The LGA points out that over the remaining years of the decade the Government will invest more than £1.1 million per mile in maintaining national roads - which make up just 3 per cent of all total roads.
This level of investment contrasts starkly with the £27,000 per mile investment in maintaining local roads, which are controlled by councils and make up 97 per cent of England's road network. This gulf in funding puts the country's businesses at a competitive disadvantage and provides poor value for money, argues the LGA. Virtually every "national" journey starts and ends locally, which means the road network is not working for people in their corner of the country.
Cllr Martin Tett, LGA Transport spokesman, said:
"This year could be a tipping point year regarding potholes and councils, who have experienced significant budget reductions, now face the looming prospect of a bill of £14 billion to bring the nation's roads up to scratch.
"It is wrong and unfair that the Government allocates almost 40 times more to maintaining national roads, which it controls, compared with local roads, which are overseen by councils.

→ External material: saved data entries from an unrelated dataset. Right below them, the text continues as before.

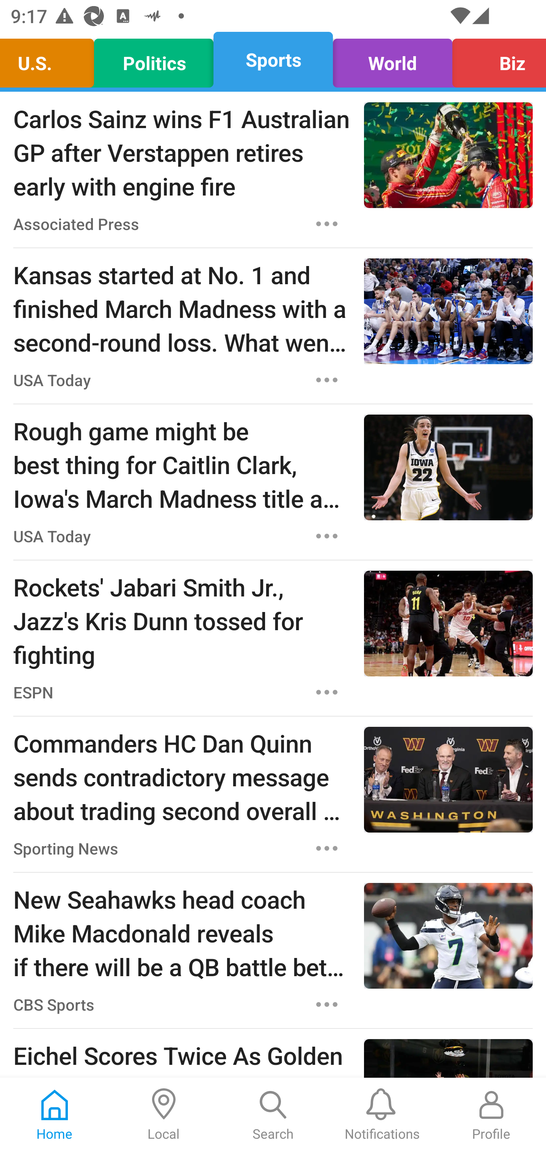  What do you see at coordinates (273, 1115) in the screenshot?
I see `Search` at bounding box center [273, 1115].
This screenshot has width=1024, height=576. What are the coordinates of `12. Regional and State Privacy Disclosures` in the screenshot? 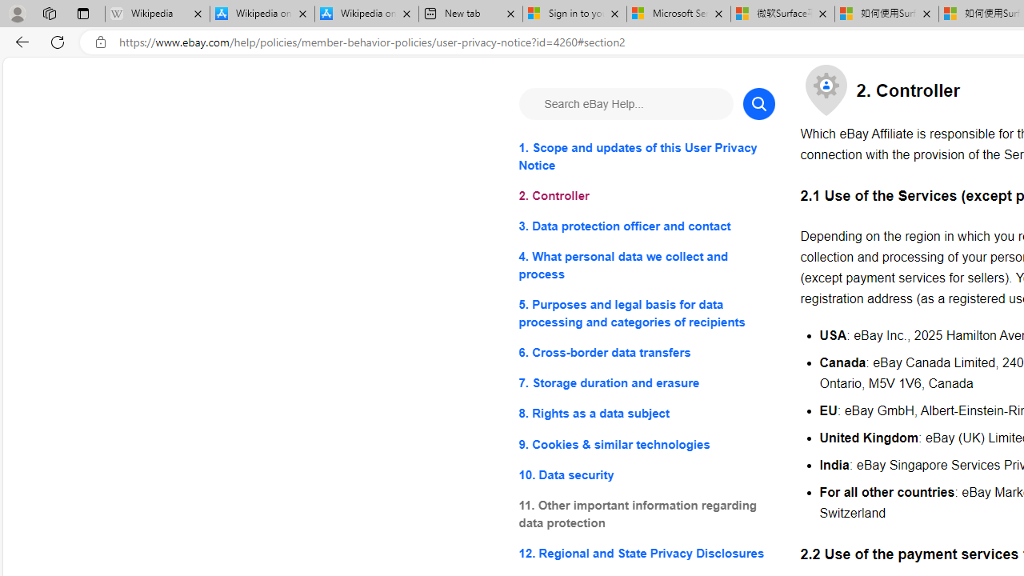 It's located at (647, 552).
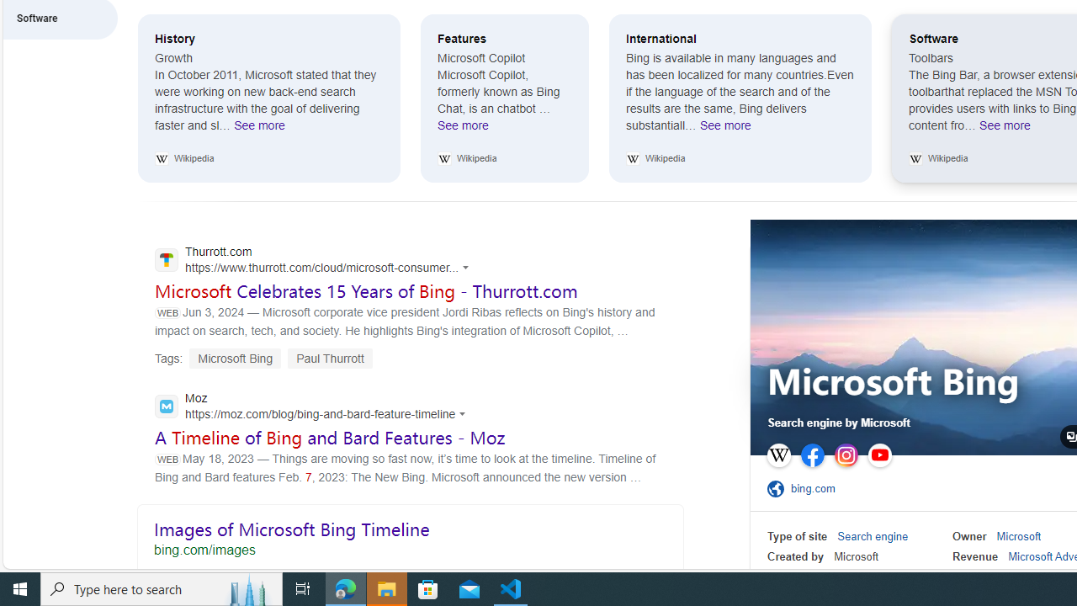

It is paramount this funding discrepancy is swiftly plugged.
"It is becoming increasingly urgent to address the roads crisis we face as a nation. Councils fixed a pothole every 15 seconds again last year despite significant budget reductions leaving them with less to spend on fixing our crumbling roads. Local authorities are proving remarkably efficient in how they use this diminishing funding pot but they remain trapped in a frustrating cycle that will only ever leave them able to patch up our deteriorating roads.
"Councils share the frustration of motorists having to pay to drive on roads that are often inadequate. Our polling has shown that 83 per cent of the population would support a small amount of the existing billions they pay the Treasury each year in fuel duty being reinvested to help councils bring our roads up to scratch.
"Our roads crisis is only going to get worse unless we address it as a national priority. The Government's own traffic projections predict a potential increase in local traffic of up to 55 per cent by 2040. Councils desperately need long-term and consistent funding to invest in the resurfacing projects which our road network desperately needs over the next decade.
"Motorists pay billions to the Treasury each year in fuel duty when they fill up their car at the pumps only to then have to drive on roads that are decaying after decades of underfunding. They deserve roads fit for the 21st century."
Notes to editors
Councils' highways and transport services spending (p4)
- Key findings of the 2016 ALARM survey, an annual survey of highway bosses in England carried out by the Asphalt Industry Alliance (AIA), are:
- Councils fixed almost 2 million potholes in the last 12 months. On average each local authority fixed 12,000 potholes last year
- It would take 14 years to clear the repair backlog and it would take 65 years to resurface our entire road network. A similar survey by the AIA in 2006 showed the maintenance backlog was 10.9 years. This figure, and the 2016 figure, excludes London.
- The average highway maintenance budget per local authority has fallen by 16 per cent.
- The average English authority faces a £69 million estimated one-time cost to brings its road up to a reasonable condition.
- A previous LGA survey found 83 per cent of those polled would support a move to reinvest a proportion of existing fuel duty back into local areas to help bring our roads up to scratch
- The latest government projections show up to 55 per cent increase in traffic by 2040.